I'm new to Rake and using it to build .net projects. What I'm interested in is having a Summary task that prints out a summary of what has been done. I want this task to always be called, no matter what tasks rake was invoked with.
Is there an easy way to accomplish this?
Thanks
Update on the question, responding to Patrick's answer what I want is the after task to run once after all other tasks, so the output I want is:
task :test1 do
puts 'test1'
end
task :test2 do
puts 'test2'
end
Rake::Task.tasks.each do |t|
<Insert rake magic here>
# t.enhance do
# puts 'after'
# end
end
$ rake test1
test1
after
$rake test2
test2
after
$rake test1 test2
test1
test2
after
and if
task :test3 =>[:test1, :test2]
puts 'test3'
end
$rake test3
test1
test2
test3
after
Even though the bounty is gone, any further help much appreciated. (Sadily I don't think that I can offer another bounty.)
You should be able to do this with 'enhance':
This will cause 'my_after_task' to be invoked after 'my_task'.
If you want to apply this to all tasks, just loop over all the tasks and call enhance for each:
Full test file:
And the output:
Apart from the ugly
Rake.application.instance_variable_set
, you can enhance the last task on the command-line like so:That should do exactly what you need to do!
You could use the Kernel.trap call and attach to the "Exit" signal. It will fire upon both normal and abnormal exit.
Put this early in your rakefile:
Now any time you make a "final" task it will be executed at the very end of the program. no matter what.
Found this simple elegant answer here that uses the Ruby method
at_exit
.It's worth noting that the method defined after
at_exit
will run every time the rake script is invoked regardless of the task run, or if any task is run. This includes when runningrake -T
(to list available tasks). Make sure thatat_exit
only does anything if a previous task told it to do so.rakefile.rb
shell
You also don't need to make it run a task if you don't want to.
Or make it run an method
And you may want to make sure you only do the cleanup if a task actually ran so that
rake -T
won't also do a cleanup.rakefile.rb
If anyone came here looking for how to run a task before all other tasks (eg, a special env loading task), you can still use the same enhance method, except only the first arguement:
Posting this as a new answer to keep the other one available. This is much less elegant as I have to get into the guts of Rake and manually update the task list, but it works.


> **ABOUT THIS TASK**: What's needed is a full, exact retyping of the records.

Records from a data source
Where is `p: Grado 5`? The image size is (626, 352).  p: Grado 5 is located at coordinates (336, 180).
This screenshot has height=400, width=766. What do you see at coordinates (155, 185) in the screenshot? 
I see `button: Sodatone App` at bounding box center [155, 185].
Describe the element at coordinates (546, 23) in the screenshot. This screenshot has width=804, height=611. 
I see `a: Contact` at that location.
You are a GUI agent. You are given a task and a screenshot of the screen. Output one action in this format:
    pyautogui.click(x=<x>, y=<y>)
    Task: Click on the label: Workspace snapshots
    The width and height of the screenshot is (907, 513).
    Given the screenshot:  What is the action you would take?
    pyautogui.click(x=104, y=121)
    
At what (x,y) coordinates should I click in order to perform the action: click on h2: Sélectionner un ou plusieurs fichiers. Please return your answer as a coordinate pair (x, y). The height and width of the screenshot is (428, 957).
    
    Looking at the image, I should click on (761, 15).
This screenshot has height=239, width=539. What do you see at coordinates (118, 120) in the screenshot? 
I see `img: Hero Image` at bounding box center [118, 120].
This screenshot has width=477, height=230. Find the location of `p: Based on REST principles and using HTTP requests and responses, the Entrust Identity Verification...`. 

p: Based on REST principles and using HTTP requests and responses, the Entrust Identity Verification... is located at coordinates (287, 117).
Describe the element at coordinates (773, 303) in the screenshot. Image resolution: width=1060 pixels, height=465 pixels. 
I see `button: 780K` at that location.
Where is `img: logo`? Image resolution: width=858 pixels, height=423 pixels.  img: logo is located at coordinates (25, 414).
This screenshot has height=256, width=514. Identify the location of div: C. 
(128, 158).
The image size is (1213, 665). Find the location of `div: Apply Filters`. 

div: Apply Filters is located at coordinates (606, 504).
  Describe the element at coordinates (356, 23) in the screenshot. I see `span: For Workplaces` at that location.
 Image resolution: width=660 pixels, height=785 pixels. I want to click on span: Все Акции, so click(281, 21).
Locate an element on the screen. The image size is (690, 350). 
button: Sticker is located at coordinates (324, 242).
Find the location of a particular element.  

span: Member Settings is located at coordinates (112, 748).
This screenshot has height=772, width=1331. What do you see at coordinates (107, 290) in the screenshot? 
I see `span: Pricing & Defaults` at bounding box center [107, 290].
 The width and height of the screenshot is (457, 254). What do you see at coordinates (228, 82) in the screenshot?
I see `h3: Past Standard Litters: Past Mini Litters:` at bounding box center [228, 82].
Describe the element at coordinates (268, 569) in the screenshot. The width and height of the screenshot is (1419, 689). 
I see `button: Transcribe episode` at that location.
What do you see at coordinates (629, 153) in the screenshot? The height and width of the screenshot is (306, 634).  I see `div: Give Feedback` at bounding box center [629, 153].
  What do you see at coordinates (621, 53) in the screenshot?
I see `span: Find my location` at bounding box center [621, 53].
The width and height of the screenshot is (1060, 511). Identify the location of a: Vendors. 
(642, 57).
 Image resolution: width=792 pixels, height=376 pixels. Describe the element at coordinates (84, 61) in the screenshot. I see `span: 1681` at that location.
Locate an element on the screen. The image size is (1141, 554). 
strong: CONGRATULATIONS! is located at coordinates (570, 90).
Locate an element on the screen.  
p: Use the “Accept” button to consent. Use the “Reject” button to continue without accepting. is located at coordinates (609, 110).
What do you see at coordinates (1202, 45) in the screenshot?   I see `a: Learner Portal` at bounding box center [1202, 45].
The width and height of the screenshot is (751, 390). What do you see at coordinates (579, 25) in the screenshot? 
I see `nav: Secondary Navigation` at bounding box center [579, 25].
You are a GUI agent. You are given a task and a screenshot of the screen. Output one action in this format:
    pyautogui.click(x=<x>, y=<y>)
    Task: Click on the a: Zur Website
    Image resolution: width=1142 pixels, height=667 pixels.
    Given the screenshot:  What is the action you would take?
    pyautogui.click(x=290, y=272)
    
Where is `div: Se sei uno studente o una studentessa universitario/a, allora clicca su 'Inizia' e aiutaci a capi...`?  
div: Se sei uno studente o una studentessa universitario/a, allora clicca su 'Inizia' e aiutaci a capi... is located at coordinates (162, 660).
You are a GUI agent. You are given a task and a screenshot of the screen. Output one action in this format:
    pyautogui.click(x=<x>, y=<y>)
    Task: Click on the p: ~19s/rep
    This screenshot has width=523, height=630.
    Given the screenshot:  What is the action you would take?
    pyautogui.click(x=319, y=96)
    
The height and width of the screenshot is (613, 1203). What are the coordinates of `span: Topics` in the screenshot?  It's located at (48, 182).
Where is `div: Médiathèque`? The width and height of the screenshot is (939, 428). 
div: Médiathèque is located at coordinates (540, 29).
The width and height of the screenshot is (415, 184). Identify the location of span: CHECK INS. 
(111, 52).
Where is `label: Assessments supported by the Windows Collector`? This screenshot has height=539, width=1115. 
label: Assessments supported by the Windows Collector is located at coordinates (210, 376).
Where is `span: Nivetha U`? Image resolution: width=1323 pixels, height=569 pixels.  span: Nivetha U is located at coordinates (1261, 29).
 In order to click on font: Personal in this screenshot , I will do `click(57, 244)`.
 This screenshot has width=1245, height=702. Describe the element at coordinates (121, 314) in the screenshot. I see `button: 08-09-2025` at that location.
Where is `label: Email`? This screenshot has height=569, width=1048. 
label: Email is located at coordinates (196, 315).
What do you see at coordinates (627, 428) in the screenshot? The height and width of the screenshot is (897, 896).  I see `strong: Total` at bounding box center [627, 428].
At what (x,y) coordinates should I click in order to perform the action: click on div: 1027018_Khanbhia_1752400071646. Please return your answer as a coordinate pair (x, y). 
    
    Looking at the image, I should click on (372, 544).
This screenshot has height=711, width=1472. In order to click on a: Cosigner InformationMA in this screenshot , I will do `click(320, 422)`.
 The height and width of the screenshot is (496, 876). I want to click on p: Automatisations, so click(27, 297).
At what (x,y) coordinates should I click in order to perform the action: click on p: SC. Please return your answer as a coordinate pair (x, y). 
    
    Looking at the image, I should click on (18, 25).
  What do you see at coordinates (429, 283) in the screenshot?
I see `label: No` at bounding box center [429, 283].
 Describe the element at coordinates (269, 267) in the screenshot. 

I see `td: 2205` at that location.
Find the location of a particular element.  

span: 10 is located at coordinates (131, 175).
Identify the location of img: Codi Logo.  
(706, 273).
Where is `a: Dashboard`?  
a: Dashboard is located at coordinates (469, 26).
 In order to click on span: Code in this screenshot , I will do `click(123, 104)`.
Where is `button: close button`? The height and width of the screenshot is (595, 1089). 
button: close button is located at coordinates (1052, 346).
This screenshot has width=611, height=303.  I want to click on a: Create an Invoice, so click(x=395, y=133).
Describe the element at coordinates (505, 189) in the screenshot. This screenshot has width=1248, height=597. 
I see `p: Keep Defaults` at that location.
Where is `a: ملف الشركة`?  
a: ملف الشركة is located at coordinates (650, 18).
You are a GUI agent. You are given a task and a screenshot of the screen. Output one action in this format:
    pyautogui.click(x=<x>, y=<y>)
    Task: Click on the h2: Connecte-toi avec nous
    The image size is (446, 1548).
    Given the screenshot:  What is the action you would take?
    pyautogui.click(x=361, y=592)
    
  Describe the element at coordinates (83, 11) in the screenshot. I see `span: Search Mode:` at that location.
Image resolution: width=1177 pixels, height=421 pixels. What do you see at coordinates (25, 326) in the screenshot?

> **REPLY TO THE EXERCISE**:
Where is `p: Grado 5`? The image size is (626, 352).  p: Grado 5 is located at coordinates (336, 180).
This screenshot has height=400, width=766. What do you see at coordinates (155, 185) in the screenshot? 
I see `button: Sodatone App` at bounding box center [155, 185].
Describe the element at coordinates (546, 23) in the screenshot. This screenshot has width=804, height=611. 
I see `a: Contact` at that location.
You are a GUI agent. You are given a task and a screenshot of the screen. Output one action in this format:
    pyautogui.click(x=<x>, y=<y>)
    Task: Click on the label: Workspace snapshots
    The width and height of the screenshot is (907, 513).
    Given the screenshot:  What is the action you would take?
    pyautogui.click(x=104, y=121)
    
At what (x,y) coordinates should I click in order to perform the action: click on h2: Sélectionner un ou plusieurs fichiers. Please return your answer as a coordinate pair (x, y). The height and width of the screenshot is (428, 957).
    
    Looking at the image, I should click on (761, 15).
This screenshot has height=239, width=539. What do you see at coordinates (118, 120) in the screenshot? 
I see `img: Hero Image` at bounding box center [118, 120].
This screenshot has width=477, height=230. Find the location of `p: Based on REST principles and using HTTP requests and responses, the Entrust Identity Verification...`. 

p: Based on REST principles and using HTTP requests and responses, the Entrust Identity Verification... is located at coordinates (287, 117).
Describe the element at coordinates (773, 303) in the screenshot. Image resolution: width=1060 pixels, height=465 pixels. 
I see `button: 780K` at that location.
Where is `img: logo`? Image resolution: width=858 pixels, height=423 pixels.  img: logo is located at coordinates (25, 414).
This screenshot has height=256, width=514. Identify the location of div: C. 
(128, 158).
The image size is (1213, 665). Find the location of `div: Apply Filters`. 

div: Apply Filters is located at coordinates (606, 504).
  Describe the element at coordinates (356, 23) in the screenshot. I see `span: For Workplaces` at that location.
 Image resolution: width=660 pixels, height=785 pixels. I want to click on span: Все Акции, so click(281, 21).
Locate an element on the screen. The image size is (690, 350). 
button: Sticker is located at coordinates (324, 242).
Find the location of a particular element.  

span: Member Settings is located at coordinates (112, 748).
This screenshot has height=772, width=1331. What do you see at coordinates (107, 290) in the screenshot? 
I see `span: Pricing & Defaults` at bounding box center [107, 290].
 The width and height of the screenshot is (457, 254). What do you see at coordinates (228, 82) in the screenshot?
I see `h3: Past Standard Litters: Past Mini Litters:` at bounding box center [228, 82].
Describe the element at coordinates (268, 569) in the screenshot. The width and height of the screenshot is (1419, 689). 
I see `button: Transcribe episode` at that location.
What do you see at coordinates (629, 153) in the screenshot? The height and width of the screenshot is (306, 634).  I see `div: Give Feedback` at bounding box center [629, 153].
  What do you see at coordinates (621, 53) in the screenshot?
I see `span: Find my location` at bounding box center [621, 53].
The width and height of the screenshot is (1060, 511). Identify the location of a: Vendors. 
(642, 57).
 Image resolution: width=792 pixels, height=376 pixels. Describe the element at coordinates (84, 61) in the screenshot. I see `span: 1681` at that location.
Locate an element on the screen. The image size is (1141, 554). 
strong: CONGRATULATIONS! is located at coordinates (570, 90).
Locate an element on the screen.  
p: Use the “Accept” button to consent. Use the “Reject” button to continue without accepting. is located at coordinates (609, 110).
What do you see at coordinates (1202, 45) in the screenshot?   I see `a: Learner Portal` at bounding box center [1202, 45].
The width and height of the screenshot is (751, 390). What do you see at coordinates (579, 25) in the screenshot? 
I see `nav: Secondary Navigation` at bounding box center [579, 25].
You are a GUI agent. You are given a task and a screenshot of the screen. Output one action in this format:
    pyautogui.click(x=<x>, y=<y>)
    Task: Click on the a: Zur Website
    Image resolution: width=1142 pixels, height=667 pixels.
    Given the screenshot:  What is the action you would take?
    pyautogui.click(x=290, y=272)
    
Where is `div: Se sei uno studente o una studentessa universitario/a, allora clicca su 'Inizia' e aiutaci a capi...`?  
div: Se sei uno studente o una studentessa universitario/a, allora clicca su 'Inizia' e aiutaci a capi... is located at coordinates (162, 660).
You are a GUI agent. You are given a task and a screenshot of the screen. Output one action in this format:
    pyautogui.click(x=<x>, y=<y>)
    Task: Click on the p: ~19s/rep
    This screenshot has width=523, height=630.
    Given the screenshot:  What is the action you would take?
    pyautogui.click(x=319, y=96)
    
The height and width of the screenshot is (613, 1203). What are the coordinates of `span: Topics` in the screenshot?  It's located at (48, 182).
Where is `div: Médiathèque`? The width and height of the screenshot is (939, 428). 
div: Médiathèque is located at coordinates (540, 29).
The width and height of the screenshot is (415, 184). Identify the location of span: CHECK INS. 
(111, 52).
Where is `label: Assessments supported by the Windows Collector`? This screenshot has height=539, width=1115. 
label: Assessments supported by the Windows Collector is located at coordinates (210, 376).
Where is `span: Nivetha U`? Image resolution: width=1323 pixels, height=569 pixels.  span: Nivetha U is located at coordinates (1261, 29).
 In order to click on font: Personal in this screenshot , I will do `click(57, 244)`.
 This screenshot has width=1245, height=702. Describe the element at coordinates (121, 314) in the screenshot. I see `button: 08-09-2025` at that location.
Where is `label: Email`? This screenshot has height=569, width=1048. 
label: Email is located at coordinates (196, 315).
What do you see at coordinates (627, 428) in the screenshot? The height and width of the screenshot is (897, 896).  I see `strong: Total` at bounding box center [627, 428].
At what (x,y) coordinates should I click in order to perform the action: click on div: 1027018_Khanbhia_1752400071646. Please return your answer as a coordinate pair (x, y). 
    
    Looking at the image, I should click on (372, 544).
This screenshot has height=711, width=1472. In order to click on a: Cosigner InformationMA in this screenshot , I will do `click(320, 422)`.
 The height and width of the screenshot is (496, 876). I want to click on p: Automatisations, so click(27, 297).
At what (x,y) coordinates should I click in order to perform the action: click on p: SC. Please return your answer as a coordinate pair (x, y). 
    
    Looking at the image, I should click on (18, 25).
  What do you see at coordinates (429, 283) in the screenshot?
I see `label: No` at bounding box center [429, 283].
 Describe the element at coordinates (269, 267) in the screenshot. 

I see `td: 2205` at that location.
Find the location of a particular element.  

span: 10 is located at coordinates (131, 175).
Identify the location of img: Codi Logo.  
(706, 273).
Where is `a: Dashboard`?  
a: Dashboard is located at coordinates (469, 26).
 In order to click on span: Code in this screenshot , I will do `click(123, 104)`.
Where is `button: close button`? The height and width of the screenshot is (595, 1089). 
button: close button is located at coordinates (1052, 346).
This screenshot has width=611, height=303.  I want to click on a: Create an Invoice, so click(x=395, y=133).
Describe the element at coordinates (505, 189) in the screenshot. This screenshot has width=1248, height=597. 
I see `p: Keep Defaults` at that location.
Where is `a: ملف الشركة`?  
a: ملف الشركة is located at coordinates (650, 18).
You are a GUI agent. You are given a task and a screenshot of the screen. Output one action in this format:
    pyautogui.click(x=<x>, y=<y>)
    Task: Click on the h2: Connecte-toi avec nous
    The image size is (446, 1548).
    Given the screenshot:  What is the action you would take?
    pyautogui.click(x=361, y=592)
    
  Describe the element at coordinates (83, 11) in the screenshot. I see `span: Search Mode:` at that location.
Image resolution: width=1177 pixels, height=421 pixels. What do you see at coordinates (25, 326) in the screenshot?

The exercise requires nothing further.